Mentoring Relationships
with Leslie K. Lau
Discover joy and contentment in living a sincere and authentic life.
What does ‘success’ mean to you?
I have learned that success is not universally-defined.
Rather, it is something that can only be determined for oneself.
I have been ‘successful’ in many ways throughout my almost-four decades of life.
I was raised in a loving family environment.
I was given the freedom to explore life through my formative years.
I had a roof over my head and food to fill my belly.
I was blessed.
But the world around me said that it wasn’t enough.
I was told that I should have more, want more, and be striving for more.
So that’s what I did.
I became successful in ways that received collective approval.
I had the fastest and loudest cars.
I had a high-flying corporate career.
I was playing the property game.
I was in a stable, long-term relationship.
I was earning more money than I knew what to do with.
But despite all of this, I felt empty and lost.
I was contending with a torrent of emotional instability, of which I could only keep at bay by turning a blind eye.
I was dealing with social anxiety.
I questioned the legitimacy of my relationship.
The connection I had with my parents was non-existent.
I hated my work culture and environment.
I lacked motivation and direction in anything that I did.
I was deeply unhappy and discontented.
I was locked in an intense struggle to reconcile my reality with the ideas I had grown up to believe.
Like a ship without a rudder, I was floating aimlessly through the ocean of life.
I was continually plagued by the question, “Why don’t I feel successful?”
To be frank, a large part of me didn’t really want to find out.
If I hadn’t been diagnosed with cancer in 2013, I don’t think I would have had to the courage to.
Cancer was, and remains, my greatest blessing.
It is what set me down the path of discovering for myself what it meant to be successful.
To be content with what I did everyday.
To be at peace with who I was.
To find joy in each and every moment.
Without cancer, I would not be the man I am today.
Without it, perhaps I would have remained a shell of who I could have been.
I was many things before I was told who I should be.
I was an artist.
I loved to draw, sketch and paint.
I was a thinker.
I enjoyed exploring and dissecting life beyond what is presented on the surface.
I was drawn to culture.
I had a deep affinity and gravitation to my hereditary lineage and roots.
I am still all of these things.
And over the past decade-plus, I have been on a journey rekindling and reigniting these latent embers which have always burned brightly within me.
I believe that we are each born with these embers flickering within us.
The idiosyncrasies that make you, uniquely you.
The alchemical coalescence of quirks and eccentricities that could only be perfectly contained within your being.

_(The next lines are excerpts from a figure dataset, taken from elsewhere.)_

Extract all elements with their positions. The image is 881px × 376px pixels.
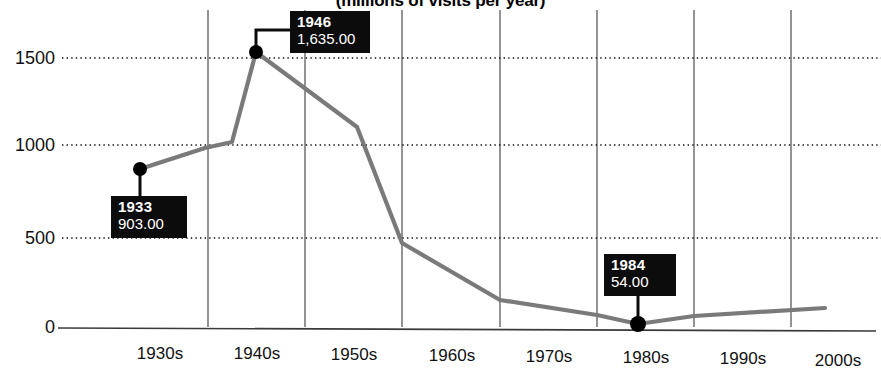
callout-leader-lines xyxy=(140,30,638,324)
x-tick-1950s: 1950s xyxy=(331,345,377,365)
x-tick-1960s: 1960s xyxy=(429,346,475,366)
x-tick-2000s: 2000s xyxy=(815,351,861,371)
x-tick-1930s: 1930s xyxy=(137,344,183,364)
marker-1984 xyxy=(630,316,646,332)
y-tick-label: 1500 xyxy=(15,48,55,69)
chart-plot-area xyxy=(0,0,881,376)
x-tick-1980s: 1980s xyxy=(623,348,669,368)
marker-1933 xyxy=(133,162,147,176)
callout-value: 54.00 xyxy=(611,274,669,291)
callout-value: 1,635.00 xyxy=(297,31,363,48)
x-tick-1940s: 1940s xyxy=(234,344,280,364)
x-axis-line xyxy=(58,328,876,331)
callout-1933: 1933 903.00 xyxy=(111,196,187,238)
callout-year: 1946 xyxy=(297,14,363,31)
callout-1946: 1946 1,635.00 xyxy=(290,11,370,53)
x-tick-1990s: 1990s xyxy=(720,349,766,369)
y-tick-label: 0 xyxy=(45,317,55,338)
callout-value: 903.00 xyxy=(118,216,180,233)
y-tick-label: 500 xyxy=(25,228,55,249)
callout-year: 1984 xyxy=(611,257,669,274)
y-tick-label: 1000 xyxy=(15,135,55,156)
data-line xyxy=(140,52,825,324)
callout-1984: 1984 54.00 xyxy=(604,254,676,296)
marker-1946 xyxy=(249,45,263,59)
chart-root: (millions of visits per year) xyxy=(0,0,881,376)
callout-year: 1933 xyxy=(118,199,180,216)
x-tick-1970s: 1970s xyxy=(526,347,572,367)
data-point-markers xyxy=(133,45,646,332)
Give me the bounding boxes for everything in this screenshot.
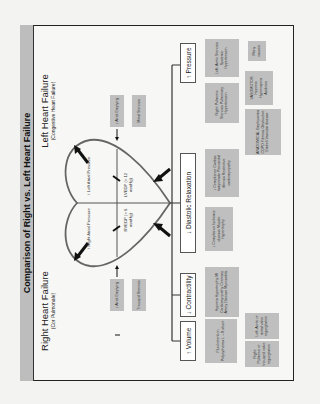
pressure-right-box: Right: Pulmonic Stenosis Pulmonary Hyper… [205,83,239,123]
volume-causes-box: Fluid retention Polycythemia L→R shunt [205,319,237,363]
left-atrial-pressure: ↑ Left Atrial Pressure [86,154,91,198]
pressure-left-box: Left: Aortic Stenosis Systemic Hypertens… [205,39,239,77]
pressure-box: ↑ Pressure [180,43,196,83]
left-atrial-emptying-box: ↓ Atrial Emptying [110,95,124,127]
diastolic-causes-2-box: ↓ Compliance Cardiac tamponade Pericardi… [205,149,239,197]
diastolic-causes-1-box: ↓ Compliance Ischemic disease Muscle Hyp… [205,207,233,251]
rvedp-label: RVEDP (> 6 mmHg) [123,205,133,235]
vasomotor-box: VASOMOTOR Hypoxia Hypercapnia Acidosis [245,71,273,105]
right-atrial-emptying-box: ↓ Atrial Emptying [110,279,124,311]
volume-box: ↑ Volume [180,321,196,361]
many-causes-box: Many causes [248,41,266,61]
diagram-canvas: Comparison of Right vs. Left Heart Failu… [20,25,294,381]
volume-right-regurg-box: Right: Pulmonic or tricuspid valve regur… [245,341,279,367]
tricuspid-stenosis-box: Tricuspid Stenosis [132,279,146,311]
contractility-causes-box: Hypoxia Hypertrophy MI Cardiomyopathy Co… [205,267,239,317]
right-atrial-pressure: ↑ Right Atrial Pressure [86,207,91,251]
volume-left-regurg-box: Left: Aortic or mitral valve regurgitati… [245,313,279,339]
mitral-stenosis-box: Mitral Stenosis [132,95,146,127]
lvedp-label: LVEDP (> 12 mmHg) [123,170,133,200]
diastolic-relaxation-box: ↓ Diastolic Relaxation [180,153,196,253]
contractility-box: ↓ Contractility [180,273,196,317]
anatomical-box: ANATOMICAL Emphysema COPD Fibrosis Obstr… [245,109,281,155]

I call this our innate ‘essence.’
To me, the recognition, nurture, and celebration of this is what success means.
As a mentor, it is part of my role to support others in this life-long quest.
It matters little which ‘field’ you feel your essence lies, or whether you recognise it at all.
I have led and mentored professionally within a corporate setting for over a decade.
I have mentored business owners and entrepreneurs across various industries.
I have mentored individuals and groups in creative writing and publishing.
I have mentored professional musical artists.
I have mentored semi-professional athletes.
I have mentored individuals and groups who were lost and looking to discover a better sense of who they are.
Through my experience, what I’ve found most important is trust.
I believe that mentoring is a relationship.
Not between teacher and student, but between real human beings.
One does not walk ahead and lead the other.
It is a journey that is taken together, side-by-side.
So, if you believe that I can support and guide you, if you trust that I can help you in whatever capacity you feel is needed, then reach out.
Let’s explore the potential together.